Water is densest at 3.98 °C (39.164 °F, 277.13 K). Consequently during Winter, the coldest layers of a deep lake, in a temperate climate, will be at the surface. During the Spring and Fall the average temperature of a lake will cross the temperature at which water is densest. At this point all the water in the lake can mix, replenishing the oxygen at the lake's bottom.
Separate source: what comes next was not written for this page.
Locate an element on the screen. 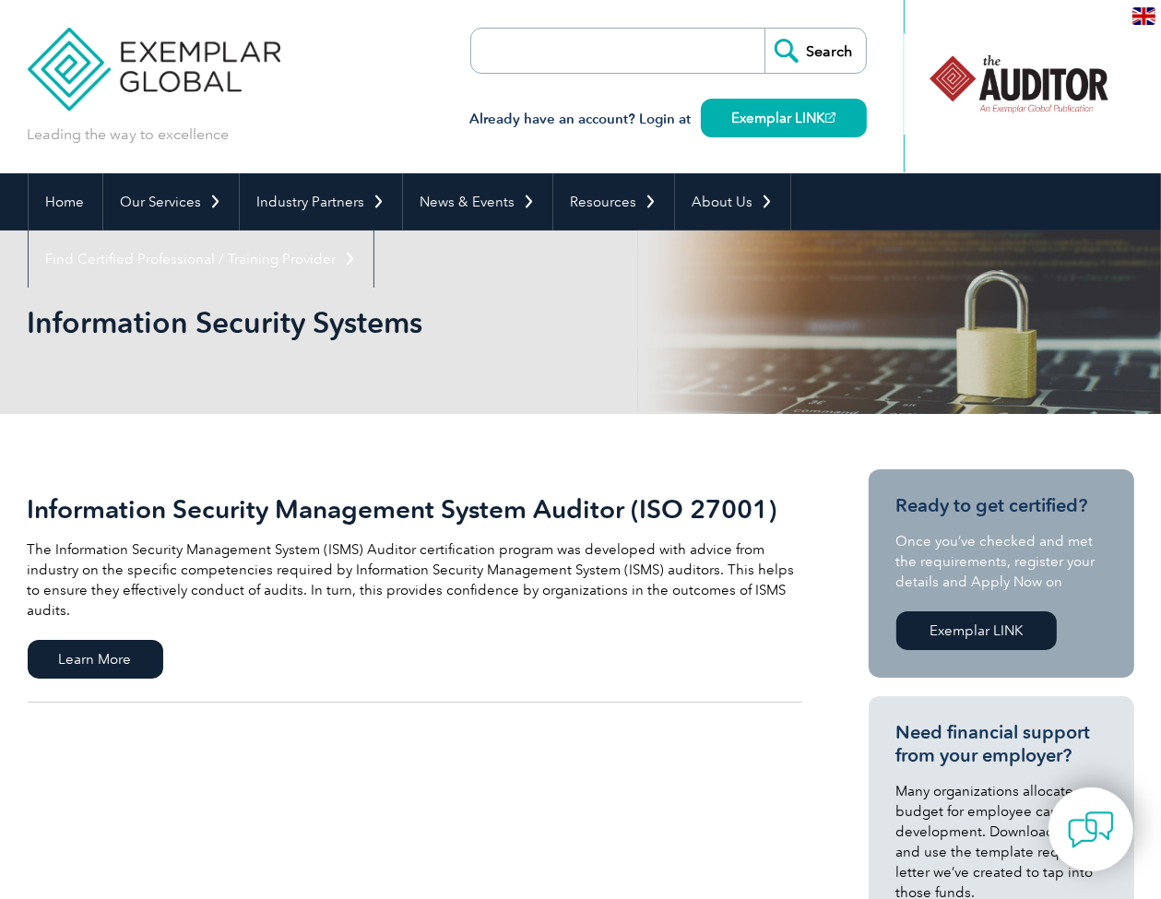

As the lake water's average temperature rises in the Spring the warmest layers is at the surface, below which is a boundary layer, the thermocline. And below there is a layer of water that will remain at 3.98 °C (39.164 °F) until fall.

The Cornell system

Cornell University in Ithica New York harnesses the reservoir of cool water in Lake Cauyga.[1] The Cornell system returns the heated waste water directly to Lake Cayuga.

The Toronto system

In 2004 the city of Toronto, Ontario, on Lake Ontario, initiated what has been described as the first large scale deep lake water cooling system.[1][2][3] In the Toronto system the inlet pipes for the city's domestic water supply was replaced with pipes that were 83 metres below the lake's surface. Before the water goes the city's water customers it goes through a heat exchanger which is used to cool buildings in the city's downtown core. The waste heat is not dumped back directly to the lake. The water, which is still cool enough for use in customer's domestic cold water, is returned to the lake, through the city's water system. But it is no warmer than if no deep lake water cooling was used.

Other potential sites

Africa's Great Lakes don't have a cool winter to build a reservoir of cool water, so they are not potential sites of this technology.

Geneva, Switzerland, on Lake Geneva, is considered a candidate.[4]

Chicago, Illinois is not near a deep portion of Lake Michigan.[4] If it were to use this technique the water inlet pipes would have to be 19 miles long.

Rochester, New York New York, also on Lake Ontario, has been cited as a potential site for the use of this technique.